Break free from AVIF compatibility issues — PALM is supported by a much wider range of tools, devices, and operating systems.

Bulk Conversion

Need to convert dozens of AVIF files? Upload them all and batch-convert to PALM — much faster than processing one at a time.

Privacy Protection

Your uploaded AVIF files are removed right after conversion, and PALM results are deleted from servers within 24 hours — your data stays private.

How to convert AVIF to PALM

1

Select files from Computer, Google Drive, Dropbox, URL or by dragging it on the page.

2

Choose palm or any other format you need as a result (more than 200 formats supported)

3

Let the file convert and you can download your palm file right afterwards

About formats

AVIF (AV1 Image File Format) is a modern image format derived from the AV1 video codec, developed by the Alliance for Open Media and specified in February 2019. The format leverages the intra-frame coding tools of AV1 — a royalty-free video codec backed by Google, Apple, Microsoft, Amazon, Netflix, and other major technology companies — to compress still images with substantially higher efficiency than JPEG, PNG, or even WebP. AVIF stores images in the HEIF (High Efficiency Image File Format) container, supporting both lossy and lossless compression, HDR (high dynamic range) with wide color gamuts up to 12-bit depth, alpha transparency, and animated sequences. At equivalent visual quality, AVIF files are typically 30-50% smaller than WebP and 50-70% smaller than JPEG, representing the largest compression improvement in mainstream image formats in over a decade. One advantage is exceptional compression efficiency — AVIF delivers visually indistinguishable images at dramatically lower file sizes, directly reducing bandwidth consumption and improving page load times for web content. The royalty-free licensing model provides another key strength: unlike HEIC/HEIF which relies on patent-encumbered HEVC, AVIF's AV1 foundation is free for anyone to implement without licensing fees. Browser support has reached broad adoption, with Chrome, Firefox, Safari, and Edge all rendering AVIF natively. The format is rapidly gaining adoption for web images where quality-to-size ratio is paramount.
Initial release: February 8, 2019
PALM is a bitmap image format used by the Palm OS operating system, introduced in 1996 with the original Palm Pilot 1000. Palm bitmap files store raster images in formats optimized for the extremely constrained hardware of early Palm handheld devices — the original models featured a 160x160 pixel monochrome (2-shade) display, 128 KB of RAM, and a 16 MHz Motorola 68328 processor. The format evolved through several versions as Palm hardware improved: PalmOS 1.0 supported 1-bit monochrome, later versions added 2-bit (4 shade grayscale), 4-bit (16 shade), 8-bit (256 color), and eventually 16-bit (65536 color) direct color modes. Palm bitmaps use a simple header specifying width, height, row bytes, flags, and bit depth, followed by the pixel data which may use optional Scanline compression (a PackBits-like run-length encoding) or dense packing. The format also supports bitmap families — multiple versions of the same image at different bit depths bundled together, allowing the OS to select the best version for the current device's display capabilities. One advantage is the format's documentation of early mobile computing: Palm OS was the dominant handheld platform of the late 1990s and early 2000s, and Palm bitmap files from applications, games, and content of that era represent important artifacts of mobile computing history. The multi-depth bitmap family feature provides another notable design strength — a single resource could serve devices ranging from monochrome Palm Pilots to the 16-bit color Sony CLIE and Palm Tungsten. PALM bitmaps are supported by ImageMagick, pilot-link utilities, and Palm emulator tools.
Developer: Palm, Inc.
Initial release: 1996

Frequently Asked Questions

Why convert AVIF to PALM?

Palm bitmap format packages your image for Palm OS devices — useful when creating graphics for legacy PDA applications or retro computing.

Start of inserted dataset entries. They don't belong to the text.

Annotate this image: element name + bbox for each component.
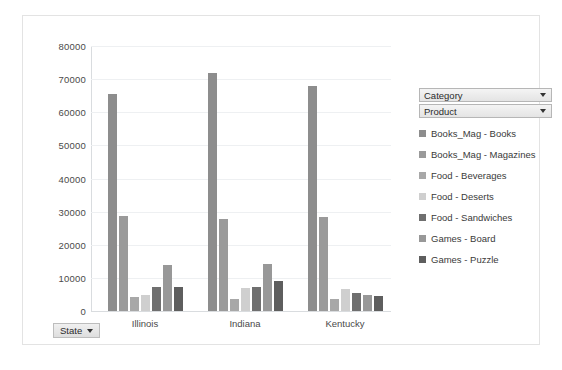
legend-swatch-icon: [419, 256, 426, 263]
legend-item-label: Food - Beverages: [431, 170, 507, 181]
y-tick-label: 80000: [59, 41, 86, 52]
legend-item[interactable]: Games - Board: [419, 231, 552, 245]
bar-group: [308, 46, 383, 311]
legend-item[interactable]: Books_Mag - Books: [419, 126, 552, 140]
y-tick-label: 70000: [59, 74, 86, 85]
chevron-down-icon: [540, 93, 546, 97]
legend-item-label: Games - Board: [431, 233, 495, 244]
bar[interactable]: [108, 94, 117, 311]
chart-legend: Category Product Books_Mag - BooksBooks_…: [419, 88, 552, 273]
legend-item-label: Books_Mag - Magazines: [431, 149, 536, 160]
bar[interactable]: [241, 288, 250, 311]
bar[interactable]: [319, 217, 328, 311]
state-slicer-button[interactable]: State: [53, 323, 100, 338]
bar-group: [108, 46, 183, 311]
bar[interactable]: [330, 299, 339, 311]
bar[interactable]: [352, 293, 361, 311]
legend-swatch-icon: [419, 214, 426, 221]
legend-item-label: Games - Puzzle: [431, 254, 499, 265]
filter-button-category[interactable]: Category: [419, 88, 552, 102]
bar[interactable]: [130, 297, 139, 311]
x-axis-category-label: Illinois: [132, 318, 158, 329]
bar[interactable]: [230, 299, 239, 311]
legend-item[interactable]: Food - Deserts: [419, 189, 552, 203]
legend-swatch-icon: [419, 193, 426, 200]
legend-item-label: Food - Sandwiches: [431, 212, 512, 223]
filter-label-category: Category: [424, 90, 463, 101]
legend-item[interactable]: Games - Puzzle: [419, 252, 552, 266]
bar-group: [208, 46, 283, 311]
legend-item-label: Food - Deserts: [431, 191, 494, 202]
y-tick-label: 50000: [59, 140, 86, 151]
bar[interactable]: [274, 281, 283, 311]
bar[interactable]: [263, 264, 272, 311]
legend-swatch-icon: [419, 151, 426, 158]
legend-item[interactable]: Food - Sandwiches: [419, 210, 552, 224]
legend-item[interactable]: Books_Mag - Magazines: [419, 147, 552, 161]
bar[interactable]: [308, 86, 317, 311]
chart-frame: 0100002000030000400005000060000700008000…: [22, 15, 540, 345]
y-tick-label: 0: [81, 306, 86, 317]
bar[interactable]: [208, 73, 217, 312]
legend-item-label: Books_Mag - Books: [431, 128, 516, 139]
bar[interactable]: [152, 287, 161, 311]
chevron-down-icon: [87, 329, 93, 333]
chart-screenshot: 0100002000030000400005000060000700008000…: [0, 0, 562, 370]
y-axis-labels: 0100002000030000400005000060000700008000…: [23, 46, 86, 311]
chevron-down-icon: [540, 109, 546, 113]
bar[interactable]: [341, 289, 350, 311]
bar[interactable]: [163, 265, 172, 311]
y-tick-label: 10000: [59, 272, 86, 283]
gridline: [91, 311, 391, 312]
bar[interactable]: [174, 287, 183, 312]
filter-button-product[interactable]: Product: [419, 104, 552, 118]
legend-swatch-icon: [419, 130, 426, 137]
legend-swatch-icon: [419, 172, 426, 179]
y-tick-label: 30000: [59, 206, 86, 217]
x-axis-category-label: Kentucky: [325, 318, 364, 329]
legend-item[interactable]: Food - Beverages: [419, 168, 552, 182]
legend-swatch-icon: [419, 235, 426, 242]
bar[interactable]: [374, 296, 383, 311]
x-axis-category-label: Indiana: [229, 318, 260, 329]
y-tick-label: 60000: [59, 107, 86, 118]
y-tick-label: 40000: [59, 173, 86, 184]
bar[interactable]: [252, 287, 261, 312]
plot-area: IllinoisIndianaKentucky: [91, 46, 391, 311]
filter-label-product: Product: [424, 106, 457, 117]
bar[interactable]: [119, 216, 128, 311]
y-tick-label: 20000: [59, 239, 86, 250]
legend-items: Books_Mag - BooksBooks_Mag - MagazinesFo…: [419, 126, 552, 266]
state-slicer-label: State: [60, 325, 82, 336]
bar[interactable]: [141, 295, 150, 311]
bar[interactable]: [363, 295, 372, 311]
bar[interactable]: [219, 219, 228, 311]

Which apps support PALM files?

Common options include Palm OS devices, Calibre, ImageMagick. The format has good support across major operating systems.

Can I use this on Mac and Linux?

The converter is entirely browser-based — it works on macOS, Linux, Windows, and any other platform with a modern web browser. No OS-specific software needed.

What happens to my file after conversion?

Your uploaded AVIF file and the resulting PALM output are automatically deleted from the server within 24 hours to protect your data.

Are my files safe during conversion?

Convertio uses encrypted connections for all transfers. Your AVIF uploads are deleted immediately after conversion, and PALM downloads are removed within 24 hours.

How long does AVIF to PALM conversion take?

Most conversions complete within seconds. Processing time depends on file size and server load, but the entire workflow typically finishes in under a minute.